Cash-Based Support for Sexual and Reproductive Health When Crises Disrupt Health Systems
The UNFPA guidance explains how cash and voucher assistance can reduce financial barriers that prevent women and girls from accessing life-saving sexual and reproductive health services during humanitarian emergencies. When carefully designed and coordinated, cash supports dignity, choice, and continuity of care while complementing, not replacing health systems and rights-based SRH programming.
Developed by the United Nations Population Fund (UNFPA) with support from the European Union’s Humanitarian Aid and informed by research and field evidence from partners such as the International Rescue Committee, Johns Hopkins University, the World Health Organization, the Global Health Cluster, and UNHCR, the report explains how cash and voucher assistance can strengthen sexual and reproductive health services in emergencies. The document is rooted in the principle that sexual and reproductive health is a human right, affirmed globally since the 1994 International Conference on Population and Development, and one that does not disappear during conflict, disaster, or displacement. In humanitarian crises, women and girls often face life-threatening barriers to care, not because services do not exist, but because they cannot afford to reach or use them.
Removing Financial Barriers to Life-Saving Care
The guidance shows how cash and voucher assistance can reduce the costs that prevent people from accessing essential services. These costs include transport to health facilities, user fees, medicines, diagnostic tests, food and accommodation during treatment, childcare, and lost income. By addressing these expenses, cash assistance can help pregnant women attend antenatal and postnatal care, deliver safely in health facilities, continue HIV treatment, access care after sexual violence, and obtain contraception or menstrual hygiene supplies. The document makes clear, however, that cash is not a replacement for health systems. Where services are unavailable, unsafe, or of poor quality, investments in health infrastructure, staffing, and financing are still required.
Supporting Emergency and Comprehensive SRH Services
Within the Minimum Initial Service Package for sexual and reproductive health in crises, cash can support key emergency objectives. It can help survivors of sexual violence safely reach health services when provided as unrestricted and unconditional assistance within survivor-centred case management. For HIV and sexually transmitted infections, cash can support continued access to treatment by covering transport and related costs during displacement. In maternal and newborn health, cash has been shown to reduce delays in reaching care, increase facility-based deliveries, and help families cope with emergency obstetric costs. The guidance is explicit that while cash can help people access voluntary family planning, it must never be used to pressure or incentivize contraceptive use.
Beyond the emergency phase, cash and vouchers can also support comprehensive sexual and reproductive health services in protracted crises and recovery. Examples include improving access to antenatal and postnatal care, enabling women and girls to purchase quality menstrual hygiene products with dignity, supporting continuity of cancer prevention and treatment, facilitating obstetric fistula repair, and complementing mental health services for pregnant and postpartum women. Evidence from multiple countries shows that these approaches can improve service use while reducing harmful coping strategies.
Designing Safe and Effective Cash Assistance
The document places strong emphasis on careful design. Before using cash or vouchers, programmes must assess whether services are available, affordable, and of acceptable quality, and whether financial barriers are the main obstacle. Gender, protection, and gender-based violence risks must be identified and mitigated throughout the programme cycle. UNFPA prioritizes individuals rather than households, focusing on women of reproductive age, adolescents, pregnant and postpartum women, persons with disabilities, sex workers, and people living with HIV, with selection based on financial need.
Unrestricted and unconditional cash is preferred whenever possible because it offers flexibility, dignity, and choice. Vouchers may be used when there are concerns about service quality or when recipients prefer restricted support. Conditional cash can encourage attendance at health visits or education sessions, but it must be used cautiously and never in ways that undermine dignity or access, especially in acute emergencies.
Coordination, Preparedness, and Long-Term Impact
Coordination is central to success. The guidance stresses that cash for sexual and reproductive health should complement multipurpose cash assistance provided by other agencies, as household-level support rarely covers women’s individual health needs. Working with cash working groups, health clusters, and UN partners can help ensure that SRH needs are visible and addressed. The document also highlights the growing role of cash in preparedness and anticipatory action, where pre-arranged transfers help pregnant women and others maintain access to care before and immediately after disasters.
Overall, the guidance presents cash and voucher assistance as a practical, rights-based tool that can save lives and protect dignity when carefully designed, well-coordinated, and firmly anchored within strong sexual and reproductive health programming in emergencies.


Problem description: For every record beneath this instruction, give an exact repetition, omitting images.

(Saved entries)
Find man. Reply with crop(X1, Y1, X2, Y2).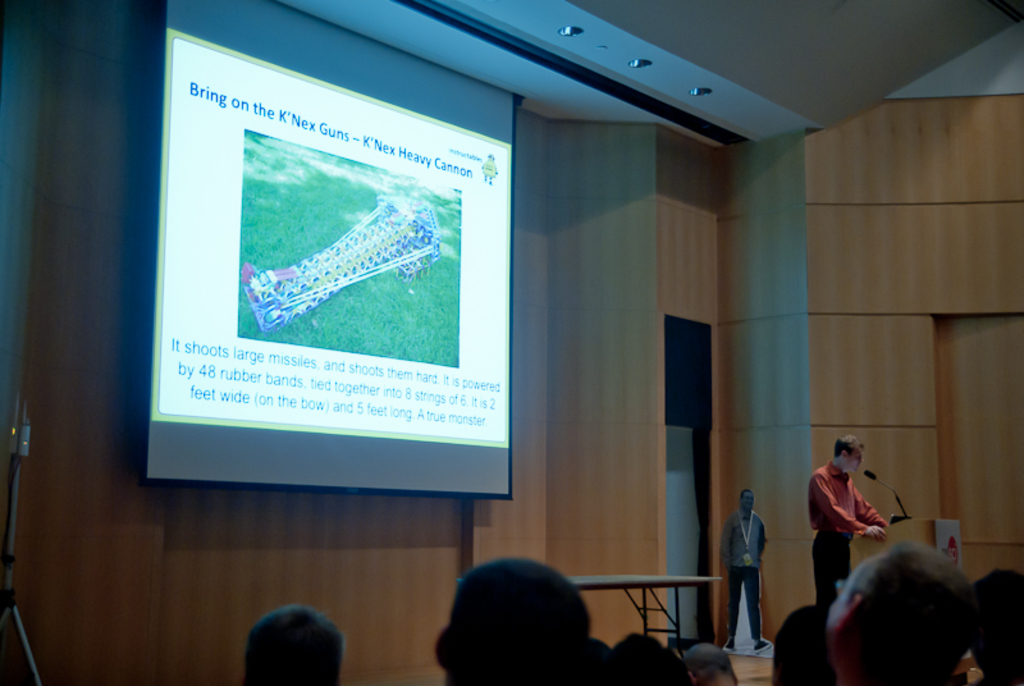
crop(238, 607, 343, 685).
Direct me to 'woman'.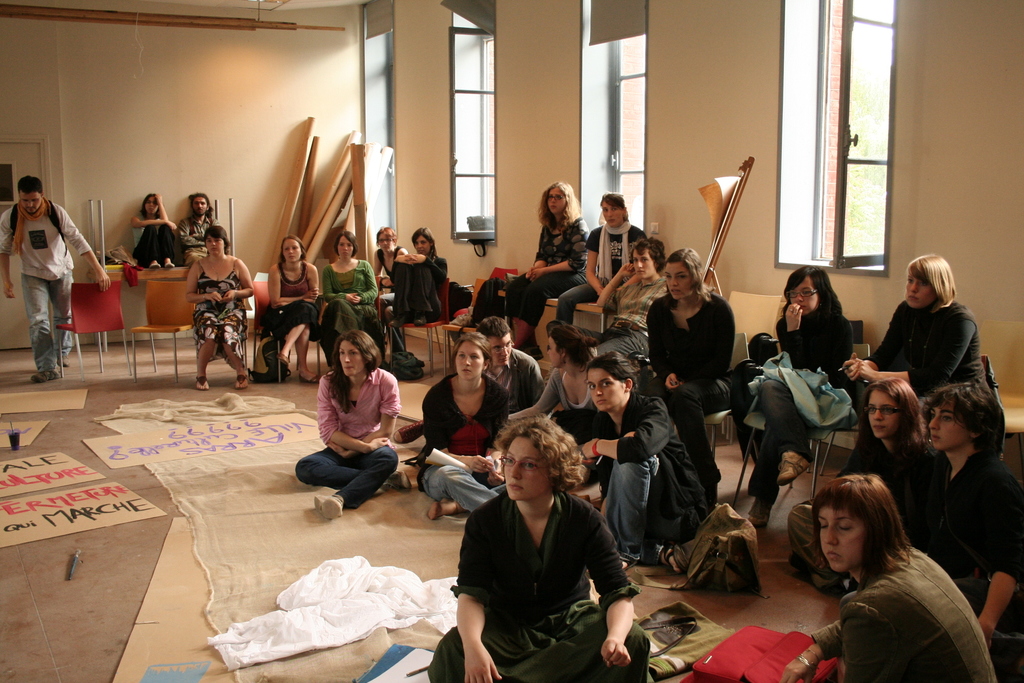
Direction: <region>591, 231, 667, 393</region>.
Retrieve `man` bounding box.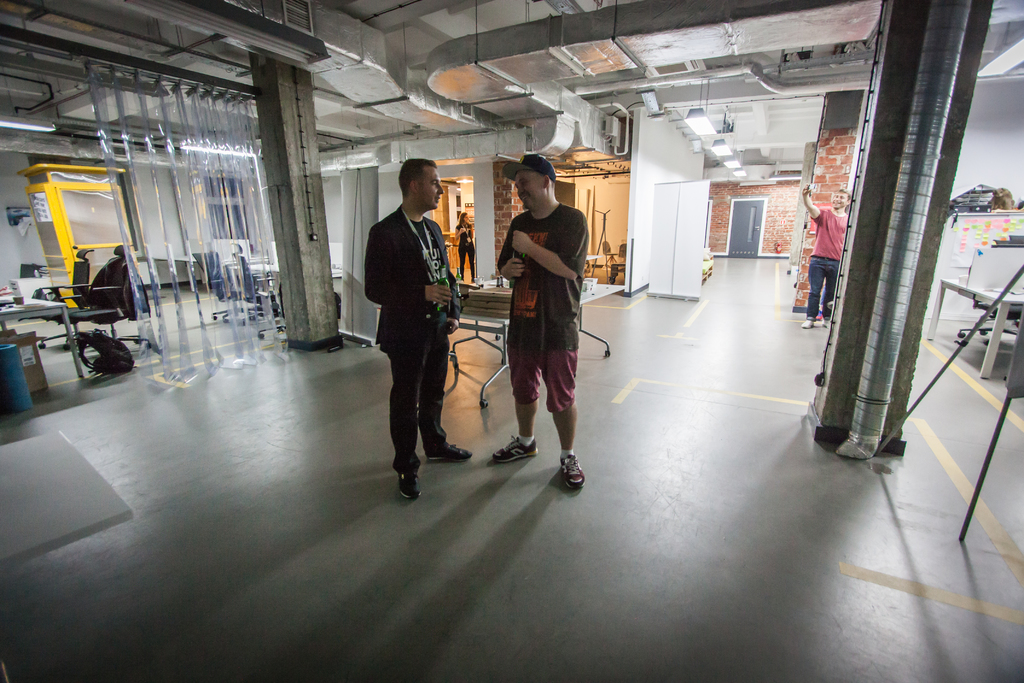
Bounding box: box(800, 188, 847, 327).
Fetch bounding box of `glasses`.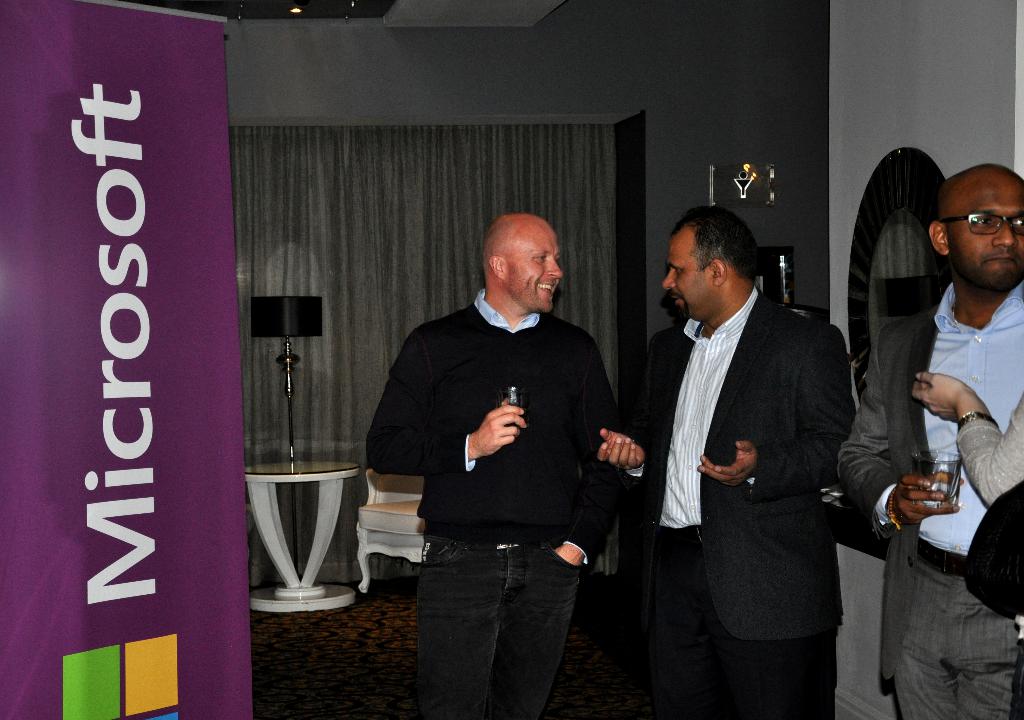
Bbox: {"x1": 934, "y1": 209, "x2": 1023, "y2": 239}.
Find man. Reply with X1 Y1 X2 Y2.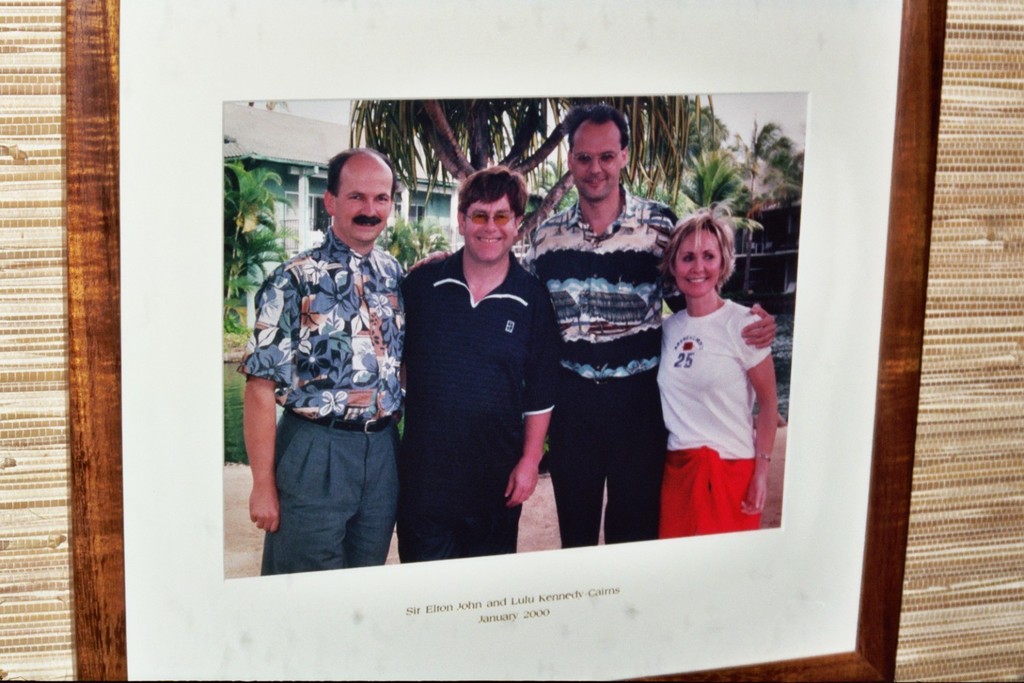
239 139 426 576.
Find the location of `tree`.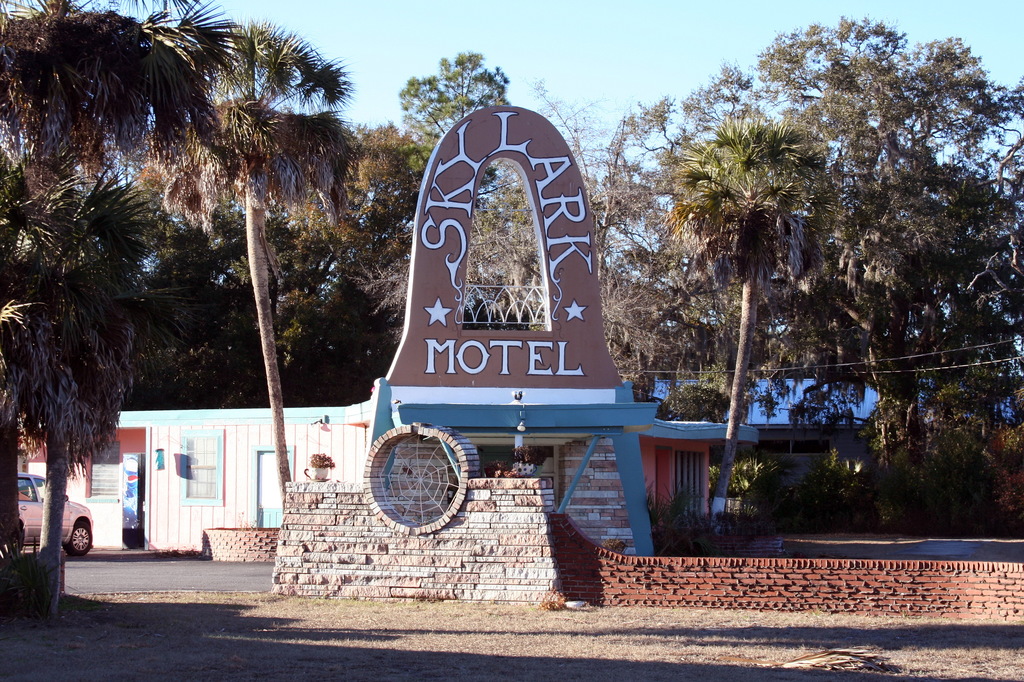
Location: region(397, 47, 525, 155).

Finished task:
Find man. Reply with crop(X1, Y1, X2, Y2).
crop(238, 607, 343, 685).
Direct me to 'woman'.
Direction: <region>591, 231, 667, 393</region>.
Retrieve `man` bounding box.
Bounding box: box(800, 188, 847, 327).
Fetch bounding box of `glasses`.
Bbox: {"x1": 934, "y1": 209, "x2": 1023, "y2": 239}.
Find man. Reply with X1 Y1 X2 Y2.
239 139 426 576.
Find the location of `tree`.
Location: region(397, 47, 525, 155).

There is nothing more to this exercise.